Stanley H. White Lecture: John Beardsley
Trained as an art historian, John Beardsley is a leading thinker and writer about historical and contemporary land-based art and landscape design. He is the author, co-author, or editor of numerous important books, including Earthworks and Beyond: Contemporary Art in the Landscape (1984; fourth edition, 2006), Gardens of Revelation: Environments by Visionary Artists (1995), and monographs about designers and artists Ken Smith, Mario Schjetnan, Maya Lin, and Andy Goldsworthy.
Beardsley has held teaching appointments in the departments of landscape architecture at the University of Virginia, the University of Pennsylvania, and the Harvard Graduate School of Design (GSD). He has also served as a full-time curator at the Hirshhorn Museum and Sculpture Garden and the Corcoran Gallery of Art, both in Washington, DC, and as a guest curator for highly regarded exhibitions such as “Hispanic Art in the United States” (Museum of Fine Arts Houston, 1987), “The Quilts of Gee’s Bend” (Museum of Fine Arts Houston and the Whitney Museum of American Art, New York, 2002), and “Human Nature: Art and Landscape in Charleston and the Low Country” (Spoleto Festival USA, Charleston, South Carolina, 1997). His exhibition “Dirty Work: Transforming the Landscape of Nonformal Cities in the Americas” (Harvard GSD, 2008) examined efforts to improve environmental conditions in low-income communities across Latin America.
From 2008 to 2019, Beardsley was Director of Garden and Landscape Studies at the Dumbarton Oaks Research Library and Collection in Washington, DC, where he oversaw a series of installations of contemporary art in the institution’s historic gardens as well as a new Mellon-funded initiative in urban landscape studies.
Beardsley earned an AB in Fine Arts from Harvard and a PhD in Art History from the University of Virginia.
This lecture will take place in person at 134 Temple Buell Hall (Plym Auditorium), 611 E. Lorado Taft Dr., Champaign, IL.
It will also be livestreamed on Zoom. To access the Zoom platform, please register.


- **Assignment**
Give back every line of the data, transcribed exactly.

(Collected data entries)
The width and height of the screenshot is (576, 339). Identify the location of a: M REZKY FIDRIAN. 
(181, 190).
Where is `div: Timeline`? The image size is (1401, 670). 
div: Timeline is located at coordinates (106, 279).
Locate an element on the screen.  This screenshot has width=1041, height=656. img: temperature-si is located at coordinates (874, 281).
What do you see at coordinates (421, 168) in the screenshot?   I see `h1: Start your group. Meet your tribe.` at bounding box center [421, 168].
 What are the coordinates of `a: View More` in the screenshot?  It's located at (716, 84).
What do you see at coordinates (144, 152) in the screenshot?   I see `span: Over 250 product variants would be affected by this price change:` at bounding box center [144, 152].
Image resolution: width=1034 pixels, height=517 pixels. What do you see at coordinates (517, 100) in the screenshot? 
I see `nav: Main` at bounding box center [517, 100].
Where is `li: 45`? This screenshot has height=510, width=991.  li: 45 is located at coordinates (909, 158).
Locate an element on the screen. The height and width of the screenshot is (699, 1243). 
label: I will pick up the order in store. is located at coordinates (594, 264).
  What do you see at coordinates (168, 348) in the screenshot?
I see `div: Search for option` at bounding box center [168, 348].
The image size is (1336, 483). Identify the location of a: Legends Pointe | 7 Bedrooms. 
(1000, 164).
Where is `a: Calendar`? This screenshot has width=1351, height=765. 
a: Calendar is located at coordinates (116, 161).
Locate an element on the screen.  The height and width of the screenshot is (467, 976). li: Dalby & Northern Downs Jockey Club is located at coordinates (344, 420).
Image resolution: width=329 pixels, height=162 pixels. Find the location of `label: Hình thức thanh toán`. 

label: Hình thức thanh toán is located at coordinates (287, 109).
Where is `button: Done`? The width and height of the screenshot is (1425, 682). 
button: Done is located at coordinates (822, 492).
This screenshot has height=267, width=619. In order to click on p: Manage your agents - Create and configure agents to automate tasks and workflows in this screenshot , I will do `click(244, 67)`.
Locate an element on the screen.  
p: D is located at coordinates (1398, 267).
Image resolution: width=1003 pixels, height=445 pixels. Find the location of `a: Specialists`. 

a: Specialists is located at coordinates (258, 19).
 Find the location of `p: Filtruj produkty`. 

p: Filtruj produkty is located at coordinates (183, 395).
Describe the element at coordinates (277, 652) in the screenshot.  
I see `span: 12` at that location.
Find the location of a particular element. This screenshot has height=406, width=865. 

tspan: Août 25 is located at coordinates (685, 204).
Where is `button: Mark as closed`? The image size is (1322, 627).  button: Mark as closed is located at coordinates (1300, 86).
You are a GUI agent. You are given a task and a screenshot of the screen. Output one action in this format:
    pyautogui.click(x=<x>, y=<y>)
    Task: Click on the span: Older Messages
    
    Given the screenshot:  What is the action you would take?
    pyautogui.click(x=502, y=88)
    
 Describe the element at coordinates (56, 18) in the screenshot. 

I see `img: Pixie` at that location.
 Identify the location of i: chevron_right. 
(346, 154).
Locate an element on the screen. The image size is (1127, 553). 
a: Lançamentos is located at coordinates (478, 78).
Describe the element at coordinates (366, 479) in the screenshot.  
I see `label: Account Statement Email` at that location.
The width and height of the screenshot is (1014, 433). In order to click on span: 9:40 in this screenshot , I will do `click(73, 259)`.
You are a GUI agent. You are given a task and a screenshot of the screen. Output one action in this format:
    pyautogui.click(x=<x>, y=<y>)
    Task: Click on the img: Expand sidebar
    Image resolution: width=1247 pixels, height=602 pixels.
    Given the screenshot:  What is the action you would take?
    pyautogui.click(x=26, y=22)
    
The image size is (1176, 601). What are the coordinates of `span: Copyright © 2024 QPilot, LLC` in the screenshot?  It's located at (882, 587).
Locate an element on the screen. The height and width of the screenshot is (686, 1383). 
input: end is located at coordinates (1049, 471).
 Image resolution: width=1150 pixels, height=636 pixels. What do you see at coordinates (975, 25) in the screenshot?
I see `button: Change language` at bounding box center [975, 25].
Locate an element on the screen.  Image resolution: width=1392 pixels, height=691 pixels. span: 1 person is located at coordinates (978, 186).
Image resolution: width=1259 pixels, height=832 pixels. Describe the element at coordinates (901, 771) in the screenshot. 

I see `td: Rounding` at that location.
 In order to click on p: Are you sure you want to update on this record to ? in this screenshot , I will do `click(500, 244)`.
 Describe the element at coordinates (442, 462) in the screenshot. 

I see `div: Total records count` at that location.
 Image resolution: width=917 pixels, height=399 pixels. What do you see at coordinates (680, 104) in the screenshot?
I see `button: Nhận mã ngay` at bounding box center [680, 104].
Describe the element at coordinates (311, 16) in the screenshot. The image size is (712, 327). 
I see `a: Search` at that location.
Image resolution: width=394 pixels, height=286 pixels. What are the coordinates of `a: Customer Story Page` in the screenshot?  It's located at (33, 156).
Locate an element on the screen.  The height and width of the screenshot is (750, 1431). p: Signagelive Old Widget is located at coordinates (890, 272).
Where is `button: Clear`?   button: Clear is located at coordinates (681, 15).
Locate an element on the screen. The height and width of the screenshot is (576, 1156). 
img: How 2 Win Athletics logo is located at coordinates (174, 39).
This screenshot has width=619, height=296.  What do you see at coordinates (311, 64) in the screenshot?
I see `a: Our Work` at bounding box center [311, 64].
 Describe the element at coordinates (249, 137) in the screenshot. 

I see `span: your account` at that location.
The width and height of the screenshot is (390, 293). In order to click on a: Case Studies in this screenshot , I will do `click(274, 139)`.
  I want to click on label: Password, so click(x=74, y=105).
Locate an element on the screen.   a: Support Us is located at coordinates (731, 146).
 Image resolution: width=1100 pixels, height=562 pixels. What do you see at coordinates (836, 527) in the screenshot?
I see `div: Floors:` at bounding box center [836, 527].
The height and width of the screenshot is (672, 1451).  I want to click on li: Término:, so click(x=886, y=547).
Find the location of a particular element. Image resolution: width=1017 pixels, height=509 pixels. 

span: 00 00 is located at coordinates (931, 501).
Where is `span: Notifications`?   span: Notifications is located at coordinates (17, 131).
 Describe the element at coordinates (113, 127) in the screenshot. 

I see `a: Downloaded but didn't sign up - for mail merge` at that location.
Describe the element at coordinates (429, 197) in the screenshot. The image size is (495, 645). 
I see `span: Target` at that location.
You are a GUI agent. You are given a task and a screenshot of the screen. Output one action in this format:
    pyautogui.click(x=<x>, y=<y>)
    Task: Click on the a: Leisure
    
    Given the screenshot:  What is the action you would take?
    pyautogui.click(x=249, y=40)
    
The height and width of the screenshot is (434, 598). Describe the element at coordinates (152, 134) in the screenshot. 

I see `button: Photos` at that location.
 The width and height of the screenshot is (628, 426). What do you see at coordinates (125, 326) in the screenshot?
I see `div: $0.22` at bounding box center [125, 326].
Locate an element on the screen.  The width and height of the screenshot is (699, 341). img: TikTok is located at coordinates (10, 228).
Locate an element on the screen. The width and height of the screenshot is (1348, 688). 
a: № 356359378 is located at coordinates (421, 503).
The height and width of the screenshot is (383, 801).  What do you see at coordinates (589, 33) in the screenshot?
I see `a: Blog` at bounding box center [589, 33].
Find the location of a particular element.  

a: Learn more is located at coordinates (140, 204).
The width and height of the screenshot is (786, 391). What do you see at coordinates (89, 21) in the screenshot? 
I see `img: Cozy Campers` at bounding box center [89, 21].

- **Final answer**
The width and height of the screenshot is (576, 339). Identify the location of a: M REZKY FIDRIAN. 
(181, 190).
Where is `div: Timeline`? The image size is (1401, 670). 
div: Timeline is located at coordinates (106, 279).
Locate an element on the screen.  This screenshot has width=1041, height=656. img: temperature-si is located at coordinates (874, 281).
What do you see at coordinates (421, 168) in the screenshot?   I see `h1: Start your group. Meet your tribe.` at bounding box center [421, 168].
 What are the coordinates of `a: View More` in the screenshot?  It's located at (716, 84).
What do you see at coordinates (144, 152) in the screenshot?   I see `span: Over 250 product variants would be affected by this price change:` at bounding box center [144, 152].
Image resolution: width=1034 pixels, height=517 pixels. What do you see at coordinates (517, 100) in the screenshot? 
I see `nav: Main` at bounding box center [517, 100].
Where is `li: 45`? This screenshot has height=510, width=991.  li: 45 is located at coordinates (909, 158).
Locate an element on the screen. The height and width of the screenshot is (699, 1243). 
label: I will pick up the order in store. is located at coordinates (594, 264).
  What do you see at coordinates (168, 348) in the screenshot?
I see `div: Search for option` at bounding box center [168, 348].
The image size is (1336, 483). Identify the location of a: Legends Pointe | 7 Bedrooms. 
(1000, 164).
Where is `a: Calendar`? This screenshot has width=1351, height=765. 
a: Calendar is located at coordinates (116, 161).
Locate an element on the screen.  The height and width of the screenshot is (467, 976). li: Dalby & Northern Downs Jockey Club is located at coordinates (344, 420).
Image resolution: width=329 pixels, height=162 pixels. Find the location of `label: Hình thức thanh toán`. 

label: Hình thức thanh toán is located at coordinates (287, 109).
Where is `button: Done`? The width and height of the screenshot is (1425, 682). 
button: Done is located at coordinates (822, 492).
This screenshot has height=267, width=619. In order to click on p: Manage your agents - Create and configure agents to automate tasks and workflows in this screenshot , I will do `click(244, 67)`.
Locate an element on the screen.  
p: D is located at coordinates (1398, 267).
Image resolution: width=1003 pixels, height=445 pixels. Find the location of `a: Specialists`. 

a: Specialists is located at coordinates (258, 19).
 Find the location of `p: Filtruj produkty`. 

p: Filtruj produkty is located at coordinates (183, 395).
Describe the element at coordinates (277, 652) in the screenshot.  
I see `span: 12` at that location.
Find the location of a particular element. This screenshot has height=406, width=865. 

tspan: Août 25 is located at coordinates (685, 204).
Where is `button: Mark as closed`? The image size is (1322, 627).  button: Mark as closed is located at coordinates (1300, 86).
You are a GUI agent. You are given a task and a screenshot of the screen. Output one action in this format:
    pyautogui.click(x=<x>, y=<y>)
    Task: Click on the span: Older Messages
    
    Given the screenshot:  What is the action you would take?
    pyautogui.click(x=502, y=88)
    
 Describe the element at coordinates (56, 18) in the screenshot. 

I see `img: Pixie` at that location.
 Identify the location of i: chevron_right. 
(346, 154).
Locate an element on the screen. The image size is (1127, 553). 
a: Lançamentos is located at coordinates (478, 78).
Describe the element at coordinates (366, 479) in the screenshot.  
I see `label: Account Statement Email` at that location.
The width and height of the screenshot is (1014, 433). In order to click on span: 9:40 in this screenshot , I will do `click(73, 259)`.
You are a GUI agent. You are given a task and a screenshot of the screen. Output one action in this format:
    pyautogui.click(x=<x>, y=<y>)
    Task: Click on the img: Expand sidebar
    Image resolution: width=1247 pixels, height=602 pixels.
    Given the screenshot:  What is the action you would take?
    pyautogui.click(x=26, y=22)
    
The image size is (1176, 601). What are the coordinates of `span: Copyright © 2024 QPilot, LLC` in the screenshot?  It's located at (882, 587).
Locate an element on the screen. The height and width of the screenshot is (686, 1383). 
input: end is located at coordinates (1049, 471).
 Image resolution: width=1150 pixels, height=636 pixels. What do you see at coordinates (975, 25) in the screenshot?
I see `button: Change language` at bounding box center [975, 25].
Locate an element on the screen.  Image resolution: width=1392 pixels, height=691 pixels. span: 1 person is located at coordinates (978, 186).
Image resolution: width=1259 pixels, height=832 pixels. Describe the element at coordinates (901, 771) in the screenshot. 

I see `td: Rounding` at that location.
 In order to click on p: Are you sure you want to update on this record to ? in this screenshot , I will do `click(500, 244)`.
 Describe the element at coordinates (442, 462) in the screenshot. 

I see `div: Total records count` at that location.
 Image resolution: width=917 pixels, height=399 pixels. What do you see at coordinates (680, 104) in the screenshot?
I see `button: Nhận mã ngay` at bounding box center [680, 104].
Describe the element at coordinates (311, 16) in the screenshot. The image size is (712, 327). 
I see `a: Search` at that location.
Image resolution: width=394 pixels, height=286 pixels. What are the coordinates of `a: Customer Story Page` in the screenshot?  It's located at (33, 156).
Locate an element on the screen.  The height and width of the screenshot is (750, 1431). p: Signagelive Old Widget is located at coordinates (890, 272).
Where is `button: Clear`?   button: Clear is located at coordinates (681, 15).
Locate an element on the screen. The height and width of the screenshot is (576, 1156). 
img: How 2 Win Athletics logo is located at coordinates (174, 39).
This screenshot has width=619, height=296.  What do you see at coordinates (311, 64) in the screenshot?
I see `a: Our Work` at bounding box center [311, 64].
 Describe the element at coordinates (249, 137) in the screenshot. 

I see `span: your account` at that location.
The width and height of the screenshot is (390, 293). In order to click on a: Case Studies in this screenshot , I will do `click(274, 139)`.
  I want to click on label: Password, so click(x=74, y=105).
Locate an element on the screen.   a: Support Us is located at coordinates (731, 146).
 Image resolution: width=1100 pixels, height=562 pixels. What do you see at coordinates (836, 527) in the screenshot?
I see `div: Floors:` at bounding box center [836, 527].
The height and width of the screenshot is (672, 1451).  I want to click on li: Término:, so click(x=886, y=547).
Find the location of a particular element. Image resolution: width=1017 pixels, height=509 pixels. 

span: 00 00 is located at coordinates (931, 501).
Where is `span: Notifications`?   span: Notifications is located at coordinates (17, 131).
 Describe the element at coordinates (113, 127) in the screenshot. 

I see `a: Downloaded but didn't sign up - for mail merge` at that location.
Describe the element at coordinates (429, 197) in the screenshot. The image size is (495, 645). 
I see `span: Target` at that location.
You are a GUI agent. You are given a task and a screenshot of the screen. Output one action in this format:
    pyautogui.click(x=<x>, y=<y>)
    Task: Click on the a: Leisure
    
    Given the screenshot:  What is the action you would take?
    pyautogui.click(x=249, y=40)
    
The height and width of the screenshot is (434, 598). Describe the element at coordinates (152, 134) in the screenshot. 

I see `button: Photos` at that location.
 The width and height of the screenshot is (628, 426). What do you see at coordinates (125, 326) in the screenshot?
I see `div: $0.22` at bounding box center [125, 326].
Locate an element on the screen.  The width and height of the screenshot is (699, 341). img: TikTok is located at coordinates (10, 228).
Locate an element on the screen. The width and height of the screenshot is (1348, 688). 
a: № 356359378 is located at coordinates (421, 503).
The height and width of the screenshot is (383, 801).  What do you see at coordinates (589, 33) in the screenshot?
I see `a: Blog` at bounding box center [589, 33].
Find the location of a particular element.  

a: Learn more is located at coordinates (140, 204).
The width and height of the screenshot is (786, 391). What do you see at coordinates (89, 21) in the screenshot? 
I see `img: Cozy Campers` at bounding box center [89, 21].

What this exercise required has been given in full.